Seth Roby graduated in May of 2003 with a double major in English and Computer Science, the Macintosh part of a three-person Macintosh, Linux, and Windows graduating triumvirate.

Posted by: Manasses at January 12, 2004 11:58 PM

We can see an example of this in our code we've written so far. In each function's block, we declare variables that hold our data. When each function ends, the variables within are disposed of, and the space they were using is given back to the computer to use. The variables live in the blocks of conditionals and loops we write, but they don't cascade into functions we call, because those aren't sub-blocks, but different sections of code entirely. Every variable we've written has a well-defined lifetime of one function.

Posted by: Ciriacus at January 12, 2004 11:58 PM

Our next line looks familiar, except it starts with an asterisk. Again, we're using the star operator, and noting that this variable we're working with is a pointer. If we didn't, the computer would try to put the results of the right hand side of this statement (which evaluates to 6) into the pointer, overriding the value we need in the pointer, which is an address. This way, the computer knows to put the data not in the pointer, but into the place the pointer points to, which is in the Heap. So after this line, our int is living happily in the Heap, storing a value of 6, and our pointer tells us where that data is living.

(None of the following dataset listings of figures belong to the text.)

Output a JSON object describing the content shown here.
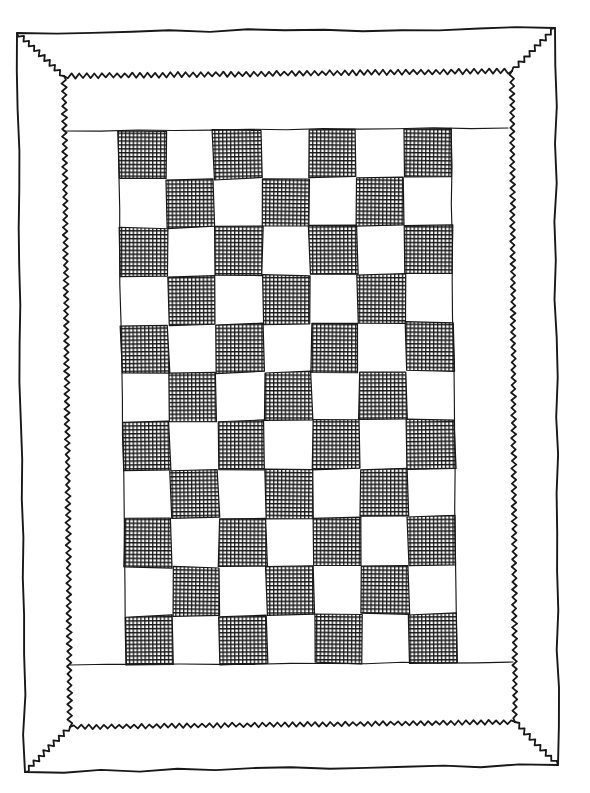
{
  "scene": {
    "type": "hand-drawn pen illustration",
    "subject": "patchwork quilt with checkerboard center field and zigzag stitched frame",
    "background_color": "#ffffff",
    "ink_color": "#181818"
  },
  "quilt": {
    "outer_binding": {
      "shape": "rectangle",
      "line_style": "solid hand-drawn"
    },
    "stitch_frame": {
      "line_style": "zigzag rickrack",
      "corner_style": "mitered diagonals joining outer corners"
    },
    "inner_field": {
      "seam_lines": [
        "top",
        "bottom"
      ],
      "margin_color": "#ffffff"
    },
    "checkerboard": {
      "rows": 11,
      "cols": 7,
      "first_cell_top_left": "dark",
      "alternation": "dark where row+col is even",
      "dark_cell_fill": "crosshatch",
      "dark_cell_color": "#181818",
      "light_cell_color": "#ffffff",
      "dark_cell_count": 39,
      "light_cell_count": 38
    }
  }
}
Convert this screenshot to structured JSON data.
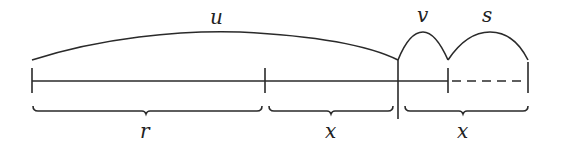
{
  "diagram": {
    "type": "number-line segment diagram",
    "colors": {
      "ink": "#2a2a2a",
      "background": "#ffffff"
    },
    "arcs": [
      {
        "id": "u",
        "label": "u",
        "from_x": 32,
        "to_x": 398
      },
      {
        "id": "v",
        "label": "v",
        "from_x": 398,
        "to_x": 448
      },
      {
        "id": "s",
        "label": "s",
        "from_x": 448,
        "to_x": 528
      }
    ],
    "line": {
      "solid_from": 32,
      "solid_to": 448,
      "dashed_from": 448,
      "dashed_to": 528
    },
    "ticks": [
      32,
      265,
      398,
      448,
      528
    ],
    "braces": [
      {
        "id": "r",
        "label": "r",
        "from_x": 33,
        "to_x": 262
      },
      {
        "id": "x1",
        "label": "x",
        "from_x": 269,
        "to_x": 393
      },
      {
        "id": "x2",
        "label": "x",
        "from_x": 405,
        "to_x": 528
      }
    ]
  }
}
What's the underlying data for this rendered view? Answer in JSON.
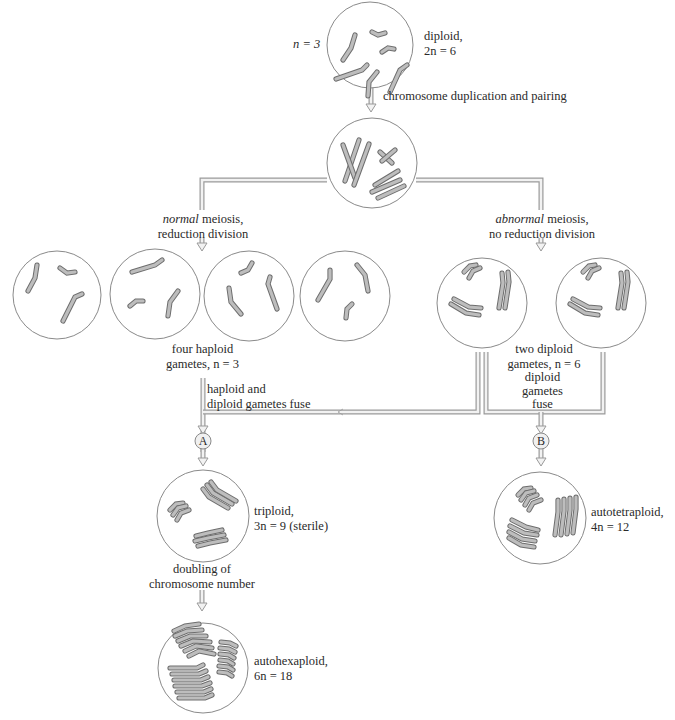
{
  "diagram": {
    "labels": {
      "n_eq_3": "n = 3",
      "diploid_title": "diploid,",
      "diploid_count": "2n = 6",
      "duplication": "chromosome duplication and pairing",
      "normal_meiosis_1": "normal meiosis,",
      "normal_meiosis_italic": "normal",
      "normal_meiosis_rest": " meiosis,",
      "normal_meiosis_2": "reduction division",
      "abnormal_meiosis_italic": "abnormal",
      "abnormal_meiosis_rest": " meiosis,",
      "abnormal_meiosis_2": "no reduction division",
      "four_haploid_1": "four haploid",
      "four_haploid_2": "gametes, n = 3",
      "two_diploid_1": "two diploid",
      "two_diploid_2": "gametes, n = 6",
      "hap_dip_fuse_1": "haploid and",
      "hap_dip_fuse_2": "diploid gametes fuse",
      "dip_fuse_1": "diploid",
      "dip_fuse_2": "gametes",
      "dip_fuse_3": "fuse",
      "node_a": "A",
      "node_b": "B",
      "triploid_1": "triploid,",
      "triploid_2": "3n = 9 (sterile)",
      "doubling_1": "doubling of",
      "doubling_2": "chromosome number",
      "autotetraploid_1": "autotetraploid,",
      "autotetraploid_2": "4n = 12",
      "autohexaploid_1": "autohexaploid,",
      "autohexaploid_2": "6n = 18"
    },
    "colors": {
      "chromosome_outline": "#6e6e6e",
      "chromosome_fill": "#bdbdbd",
      "cell_outline": "#8a8a8a",
      "pipe": "#9a9a9a",
      "text": "#2a2a2a"
    }
  }
}
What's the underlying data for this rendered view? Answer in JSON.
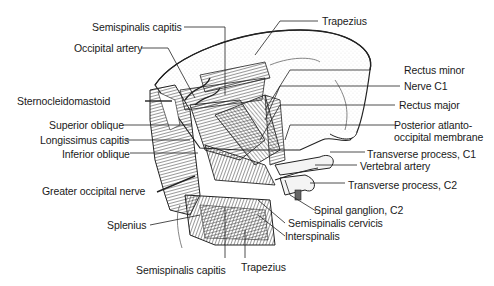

Posted by: Augustine at January 13, 2004 09:10 AM

This code should compile and run just fine, and you should see no changes in how the program works. So why did we do all of that?

Posted by: Gillam at January 13, 2004 09:10 AM

Let's take a moment to reexamine that. What we've done here is create two variables. The first variable is in the Heap, and we're storing data in it. That's the obvious one. But the second variable is a pointer to the first one, and it exists on the Stack. This variable is the one that's really called favoriteNumber, and it's the one we're working with. It is important to remember that there are now two parts to our simple variable, one of which exists in each world. This kind of division is common is C, but omnipresent in Cocoa. When you start making objects, Cocoa makes them all in the Heap because the Stack isn't big enough to hold them. In Cocoa, you deal with objects through pointers everywhere and are actually forbidden from dealing with them directly.